India Bets $1.1 Billion on AI as Tech Giants Descend on Mumbai Summit
India announced a $1.1 billion state-backed venture capital fund for artificial intelligence and advanced manufacturing startups this week, as the country hosts a four-day AI Impact Summit drawing executives from OpenAI, Anthropic, Google, Microsoft, and Nvidia to Mumbai.
The summit, which expects 250,000 visitors through Friday, represents India's most aggressive push yet to position itself as a global AI hub—even as venture capitalists at the event warn that the country's massive IT services sector faces potential obsolescence from the very technology being celebrated.
The fund announcement came as OpenAI CEO Sam Altman revealed that India now accounts for more than 100 million weekly active ChatGPT users, second only to the United States. Altman also said Indians represent the largest student user base for ChatGPT globally, underscoring the country's role as both a major AI consumer market and talent pool.
Alphabet CEO Sundar Pichai, Anthropic CEO Dario Amodei, Google DeepMind CEO Demis Hassabis, and Reliance Chairman Mukesh Ambani are among the attendees. India's Prime Minister Narendra Modi is scheduled to deliver a speech with French President Emmanuel Macron on Thursday.
The summit has already catalyzed significant deal activity. Blackstone acquired a majority stake in Indian AI infrastructure startup Neysa as part of a $600 million equity fundraise, with participation from Teachers' Venture Growth, TVS Capital, 360 ONE Asset, and Nexus Venture Partners. Neysa plans to raise an additional $600 million in debt and deploy more than 20,000 GPUs to support AI workloads.
Separately, Bengaluru-based C2i, which develops power solutions for data centers, raised $15 million in a Series A round led by Peak XV, with participation from Yali Deeptech and TDK Ventures. The investment reflects growing recognition that AI infrastructure requires not just computing power but also energy solutions to support it.
Yet even as India courts AI investment, prominent voices at the summit delivered sobering warnings about the technology's impact on the country's economic engine. Vinod Khosla, founder of Khosla Ventures, told the Hindustan Times that industries like IT services and business process outsourcing "can almost completely disappear" within five years because of AI. He referenced the potential impact on 250 million young Indians, though his full comments were cut off in available reports.
HCL CEO Vineet Nayyar echoed these concerns, stating that Indian IT companies will need to focus on turning profits rather than being job creators—a significant shift for an industry that has long positioned itself as a major employer. His comments come as Indian IT stocks have declined amid growing fears that AI will disrupt the services sector that has been central to India's economic rise.
The tension at the summit captures a broader dilemma for finance leaders: the same AI capabilities that promise efficiency gains also threaten to upend established business models and labor markets. For India, the stakes are particularly high. The country's IT services industry has been a cornerstone of its modern economy, and the prospect of AI rendering much of that work obsolete raises questions about how quickly the new AI-focused investments can offset potential job losses.
The presence of major AI labs and cloud providers suggests they view India as critical infrastructure territory—both for its engineering talent and its massive user base. Whether India's $1.1 billion bet can transform the country from an AI consumer market into an AI innovation hub remains the central question as the summit continues through the week.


WORK REQUIRED: A picture-free, exact copy of all the records below is the goal.

DATA RECORDS:

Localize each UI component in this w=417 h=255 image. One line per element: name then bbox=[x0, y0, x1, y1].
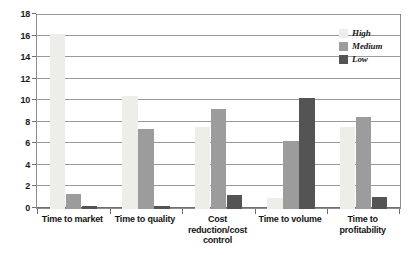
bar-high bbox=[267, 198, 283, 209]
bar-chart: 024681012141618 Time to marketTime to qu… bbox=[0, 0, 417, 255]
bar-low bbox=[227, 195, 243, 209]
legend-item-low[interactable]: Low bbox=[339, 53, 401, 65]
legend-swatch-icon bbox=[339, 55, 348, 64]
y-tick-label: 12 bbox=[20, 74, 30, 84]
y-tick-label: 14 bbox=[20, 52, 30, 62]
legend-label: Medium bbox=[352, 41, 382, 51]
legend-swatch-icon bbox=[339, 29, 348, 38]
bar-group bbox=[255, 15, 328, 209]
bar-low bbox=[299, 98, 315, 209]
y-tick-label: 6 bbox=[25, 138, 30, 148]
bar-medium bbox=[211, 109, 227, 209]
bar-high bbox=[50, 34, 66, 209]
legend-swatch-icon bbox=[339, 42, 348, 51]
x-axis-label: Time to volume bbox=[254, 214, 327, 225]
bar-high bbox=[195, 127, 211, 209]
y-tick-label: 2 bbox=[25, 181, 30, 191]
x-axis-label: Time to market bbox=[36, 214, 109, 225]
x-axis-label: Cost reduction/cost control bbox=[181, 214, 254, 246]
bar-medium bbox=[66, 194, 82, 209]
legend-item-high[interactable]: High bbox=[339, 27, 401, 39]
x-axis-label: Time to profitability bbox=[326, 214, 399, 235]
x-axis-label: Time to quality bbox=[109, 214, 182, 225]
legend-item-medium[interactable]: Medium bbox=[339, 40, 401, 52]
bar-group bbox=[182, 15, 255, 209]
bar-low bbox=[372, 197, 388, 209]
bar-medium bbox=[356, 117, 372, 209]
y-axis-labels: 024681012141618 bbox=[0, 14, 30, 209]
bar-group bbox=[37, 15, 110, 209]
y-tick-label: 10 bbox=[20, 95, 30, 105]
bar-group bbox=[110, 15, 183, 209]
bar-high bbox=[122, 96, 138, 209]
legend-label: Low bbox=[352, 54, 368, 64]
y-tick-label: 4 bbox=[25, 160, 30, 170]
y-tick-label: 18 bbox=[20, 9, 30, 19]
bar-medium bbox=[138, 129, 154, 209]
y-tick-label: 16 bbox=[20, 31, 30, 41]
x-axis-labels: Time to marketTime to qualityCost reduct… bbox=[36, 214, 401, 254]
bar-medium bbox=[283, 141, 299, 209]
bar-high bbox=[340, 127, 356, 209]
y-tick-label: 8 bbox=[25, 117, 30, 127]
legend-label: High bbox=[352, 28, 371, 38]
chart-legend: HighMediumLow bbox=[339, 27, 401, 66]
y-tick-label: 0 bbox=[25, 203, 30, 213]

THE COMPLETED TASK:
Localize each UI component in this w=417 h=255 image. One line per element: name then bbox=[x0, y0, x1, y1].
bar-high bbox=[267, 198, 283, 209]
bar-chart: 024681012141618 Time to marketTime to qu… bbox=[0, 0, 417, 255]
bar-low bbox=[227, 195, 243, 209]
legend-item-low[interactable]: Low bbox=[339, 53, 401, 65]
legend-swatch-icon bbox=[339, 55, 348, 64]
y-tick-label: 12 bbox=[20, 74, 30, 84]
y-tick-label: 14 bbox=[20, 52, 30, 62]
legend-label: Medium bbox=[352, 41, 382, 51]
legend-swatch-icon bbox=[339, 29, 348, 38]
bar-group bbox=[255, 15, 328, 209]
bar-low bbox=[299, 98, 315, 209]
y-tick-label: 6 bbox=[25, 138, 30, 148]
bar-medium bbox=[211, 109, 227, 209]
bar-high bbox=[50, 34, 66, 209]
legend-swatch-icon bbox=[339, 42, 348, 51]
x-axis-label: Time to volume bbox=[254, 214, 327, 225]
bar-high bbox=[195, 127, 211, 209]
y-tick-label: 2 bbox=[25, 181, 30, 191]
x-axis-label: Time to market bbox=[36, 214, 109, 225]
x-axis-label: Cost reduction/cost control bbox=[181, 214, 254, 246]
bar-medium bbox=[66, 194, 82, 209]
legend-item-high[interactable]: High bbox=[339, 27, 401, 39]
x-axis-label: Time to profitability bbox=[326, 214, 399, 235]
x-axis-label: Time to quality bbox=[109, 214, 182, 225]
legend-item-medium[interactable]: Medium bbox=[339, 40, 401, 52]
bar-group bbox=[182, 15, 255, 209]
bar-low bbox=[372, 197, 388, 209]
bar-medium bbox=[356, 117, 372, 209]
y-axis-labels: 024681012141618 bbox=[0, 14, 30, 209]
bar-group bbox=[37, 15, 110, 209]
y-tick-label: 10 bbox=[20, 95, 30, 105]
bar-group bbox=[110, 15, 183, 209]
bar-high bbox=[122, 96, 138, 209]
legend-label: Low bbox=[352, 54, 368, 64]
y-tick-label: 4 bbox=[25, 160, 30, 170]
y-tick-label: 18 bbox=[20, 9, 30, 19]
bar-medium bbox=[138, 129, 154, 209]
y-tick-label: 16 bbox=[20, 31, 30, 41]
x-axis-labels: Time to marketTime to qualityCost reduct… bbox=[36, 214, 401, 254]
bar-medium bbox=[283, 141, 299, 209]
bar-high bbox=[340, 127, 356, 209]
y-tick-label: 8 bbox=[25, 117, 30, 127]
legend-label: High bbox=[352, 28, 371, 38]
chart-legend: HighMediumLow bbox=[339, 27, 401, 66]
y-tick-label: 0 bbox=[25, 203, 30, 213]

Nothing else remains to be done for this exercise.